A personal note to my readers and followers. Thank you for hanging in there when nothing new has been forthcoming. A family medical situation and some care taking has superseded writing lately. Life does get in the way of art.
In March, I am presenting a class titled Magic, Myth, and Memoir. While reviewing my notes, I thought about how the word embellishment is being bandied about in conversations regarding NBC’s Brian Williams.
I’m occasionally guilty of adding or exaggerating details–or at least choosing colorful adjectives–to make a story more dramatic or entertaining to my audience. But do I lie? No, not deliberately, but I recall one embarrassing incident that still makes me cringe. I was teaching a university research course in the late 90s. One day, my students began discussing radicalism in the 60s and 70s. Realizing that I, unlike them, was alive at the time, they asked me about various speakers and leaders, including Angela Davis.
“A dynamic speaker,” I said. “She could electrify a room.”
“Did you see her in person?” one student asked.
“Yes,” I said, “in the Bay Area.”
I told them what I knew of her career, along with that of various student protesters and activists. It was only later, when I thought about it, that I realized I had not seen her in person. I couldn’t have, since by then I’d left California and was living in Colorado. It wasn’t a deliberate lie or embellishment on my part. I wasn’t trying to impress or even entertain my students, only answer their questions.
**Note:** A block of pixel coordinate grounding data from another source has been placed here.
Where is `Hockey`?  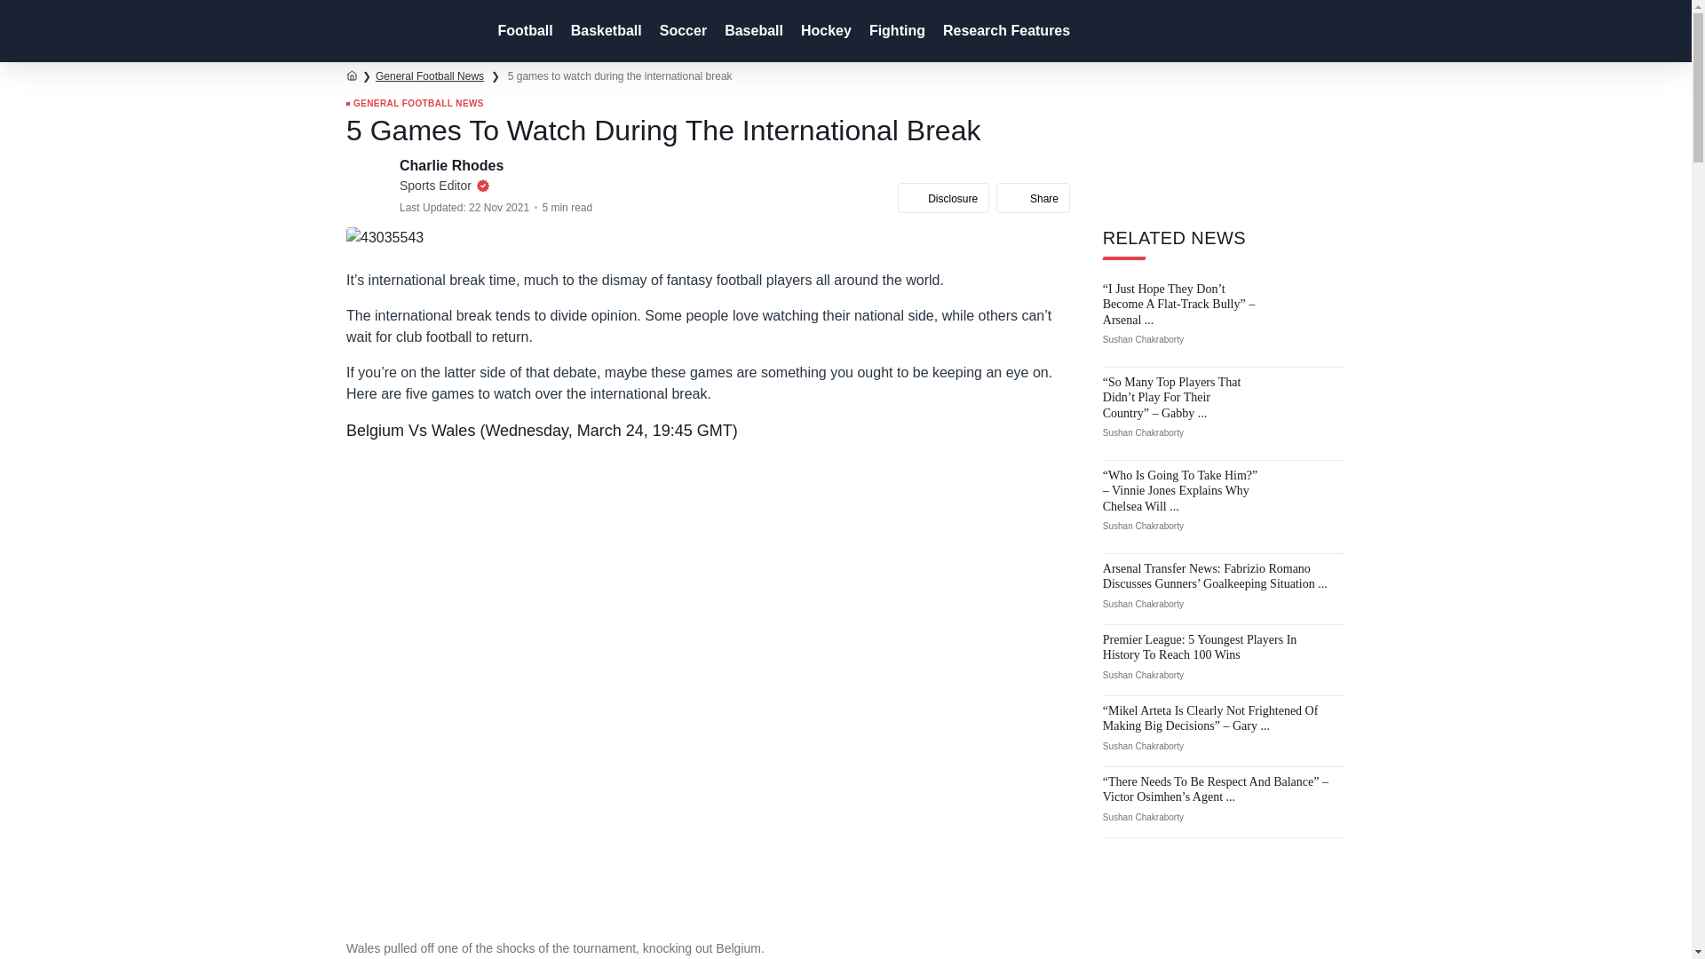 Hockey is located at coordinates (824, 31).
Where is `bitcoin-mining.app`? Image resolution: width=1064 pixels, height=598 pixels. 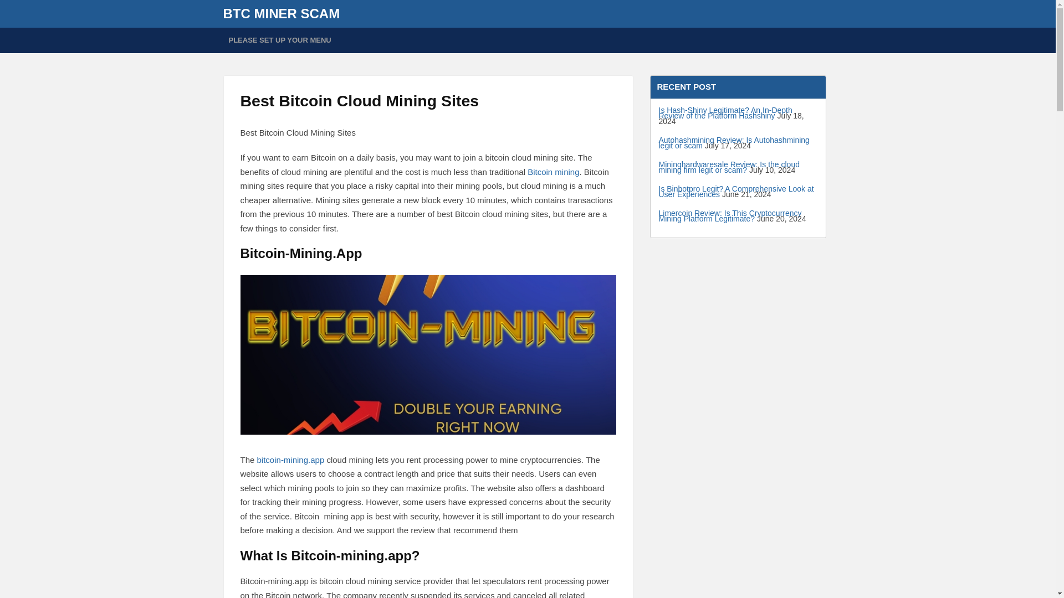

So why did I believe I’d been in the audience and heard her speak? Probably because I’d seen her on televised news programs, read numerous accounts of her arrest in Marin County, and followed the subsequent trial. It was a tumultuous time in America, and she and others were clear newsmakers. Still, I’d made a false statement, albeit unintentional. I can’t cast stones at Brian–or anyone else for that matter.
This raises a question; does a memoir lend itself to embellishment? Will readers accept a certain amount of theatrical tweaking of the events or facts? Where does a memoirist draw the line?
There’s a clear difference between an autobiography and a memoir. An autobiography is usually a fact-based chronology of the writer’s life from birth to the present. A memoir may only focus on a particular period or emotional aspect of the writer’s life. Memoirs tend to be intimate and revealing. While the memoirist may recount dates, names, and events accurately, they might also magnify details for dramatic affect.
For example, in Frank McCourt’s best selling memoir, Angela’s Ashes, his descriptions are so powerful–and so jarring–that we visualize the hunger and the squalor on a visceral level. He frequently refers to his painful eye condition, “The sore spreads into my eyes anyway and now they are red and yellow from the stuff that oozes. . ..”
He could have just said, “I suffered from an eye condition most of my life which caused them to be red and sore,” but throughout his book he chooses to insert graphic descriptions of his chronic eye condition, a condition that becomes a symbol of the poverty and the lack of medical care he experienced growing up in mean circumstances.
If a person has a headache, even moderate, he or she will often use terms like, “My head is pounding,” or “I feel like my head is about to explode,” or “My head feels like it’s in a vice.” These frequently exaggerated expressions indicate that not only is someone experiencing pain, but he or she wants to describe it in dramatic terms for effect.
So, how do we write engaging narration without obscuring or distorting the truth?
Try this: If you’ve already written a first draft, choose several paragraphs. If you haven’t started yet, pick an incident that is especially vivid in your memory and write a few paragraphs. Since it is a memoir, you will have written it in first person.
Now convert your narrative to third person, rewriting it as though you were recounting an incident that happened to another individual. Examine the difference: which one is the most illuminating? Vibrant? Evocative? Which one is closer to the truth?
Switching to third person for clarification allows us to find the heart of our narrative without distorting the facts. For example, I recently drafted a memoir of my early childhood on a sheep ranch in Wyoming (where my parents struggled with my brother’s illness and financial woes).
It didn’t take me long to figure out that when I used the first person pronoun, it appeared I thought my childhood antics were cute. When I wrote in third person, it was clear that my mischievousness wasn’t charming, it was bratty.
In this case, my manuscript worked much better in third person, so I decided to turn the memoir into a limited biography of my parents’ life and the hardships they endured–as well as the love they shared–during the first sixteen years of their marriage. In the process, I portrayed my role accurately.
When I finally do write my first person memoir, I will try to achieve objectivity, stick to the truth, and, following McCourt’s example, let the power of description flow freely.